Among the staff casualties were all 90 members of the graduate scheme. One, who asked to be named as Rob, admitted his situation was particularly precarious.

At 24, he already has a wife and two children to support, as well as a mortgage to pay. "I do have some concerns," he said. "But I'm perhaps not as worried as some of my colleagues. In my graduate class some of the foreign guys were in the country on visas that were only valid if they had a job. After today's news they might have to go back home.

"In the offices today people were maintaining a stiff upper lip. We swapped email addresses so we could keep in contact. It has really taken everyone by surprise. We thought someone would save us; that there would be some kind of deal, but there was nothing."

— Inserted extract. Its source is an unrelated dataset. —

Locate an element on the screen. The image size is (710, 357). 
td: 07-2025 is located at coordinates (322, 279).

It wasn't just the suited bankers that were hit by the bank's collapse. Addressing the world's media in a zebra-print Lycra vest, 35-year-old Sphinx Patterson, the company's freelance gym instructor, said he had turned up yesterday to take a fitness class, only to be told he no longer had a job at the firm where he had been worked for five years.

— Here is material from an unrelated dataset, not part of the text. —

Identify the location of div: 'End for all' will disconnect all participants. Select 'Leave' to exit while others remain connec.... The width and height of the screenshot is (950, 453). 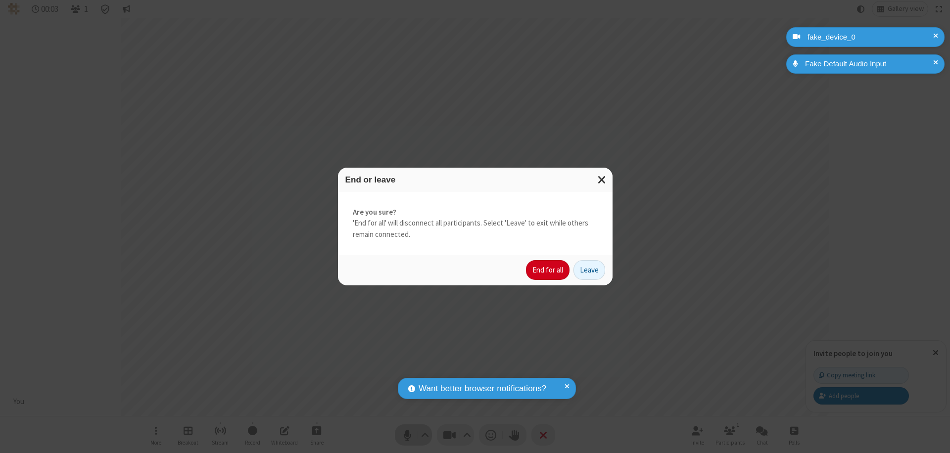
(475, 224).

"Everybody has been affected, it is an avalanche effect," he said. "People are in tears. People are crying and there is a lot of emotion, a lot of shock and surprise. The girls are crying and the blokes are hugging each other."

However, those who don't ply their trade in the high-earning, bonus-driven bubble of investment banking were less than sympathetic. "It's a high-risk industry isn't it?" said one assistant who worked in a nearby office block. "Yes, they might lose their jobs every now and then but they make a lot of money in the meantime don't they?"

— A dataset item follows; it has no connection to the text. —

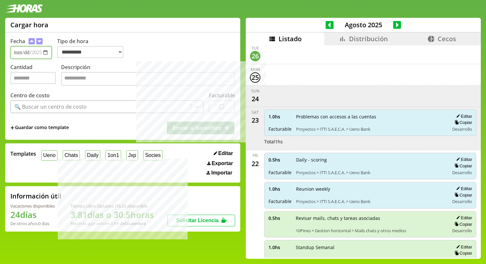  What do you see at coordinates (36, 196) in the screenshot?
I see `h2: Información útil` at bounding box center [36, 196].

As many of the now-redundant work force headed for the Tube station or bars of Canary Wharf, the administrators that were called in just hours previously held a press conference inside one of the Lehman Brothers building's grand halls.

Despite the masses of staff announcing that they had been sacked, Tony Lomas, of PriceWaterhouseCoopers, said that only "a couple of dozen at most" had actually been dismissed. He added that the company's payroll was $75m (£42m) and admitted that members of staff were unlikely to be paid this month.

He said: "We started the day with no certainty that we would have cash available to make payment due at the end of this week. We still don't know what the position is. What we have undertaken to do is tell staff as soon as we possibly can whether there are funds available and whether it is appropriate that they should be paid."

Asked if he was surprised at the downfall of the company he is now in charge of winding down, Mr Lomas paused before saying: "I am. It seems amazing to me that a business as huge as this can fail in this way. It underlines the massive importance of market confidence because once that is gone, and no one wants to trade with you, you are in serious trouble and there is no way back."

*The trader

When Duo Ai, a 26-year-old trader from the US who had been transferred to London, woke up yesterday he read an email from his boss saying the company had filed for bankruptcy. "Everyone's been told that we no longer have a job," he said. "No one thought that Lehman would die; it's such a strong franchise. We really didn't see this coming. We thought some bank would buy Lehman."

*The new recruit

Edouard d'Archimbaud, 24, from Paris, arrived in Canary Wharf for his first day of work yesterday, but did not make it even as far as his desk. "I arrived but before I could even get to my desk I was told everybody is fired," he said. "I do not know what I will do now." He said it was his first job since leaving university and he would now try to find work in London.

*The financier

Trush Patel, a 25-year-old financier, had been told by the administrators that he should still turn up for work tomorrow. "Everyone has been in the canteen, using up the last of the credit on their canteen cards. You can see them all in the offices too, on the phones sending off their CVs. There'll be about 5,000 new people in the job market now so there'll be a lot of competition."

*The graduate

Jack Reynolds was on the graduate scheme and had only been at the company since last Monday. "My career has been screwed," he said. "Everyone is upset but they've just got to get on with it." Many of his friends were clutching Lehman-branded rugby balls and umbrellas as mementos. "We're off to the pub," said one. "There's no point sticking around here."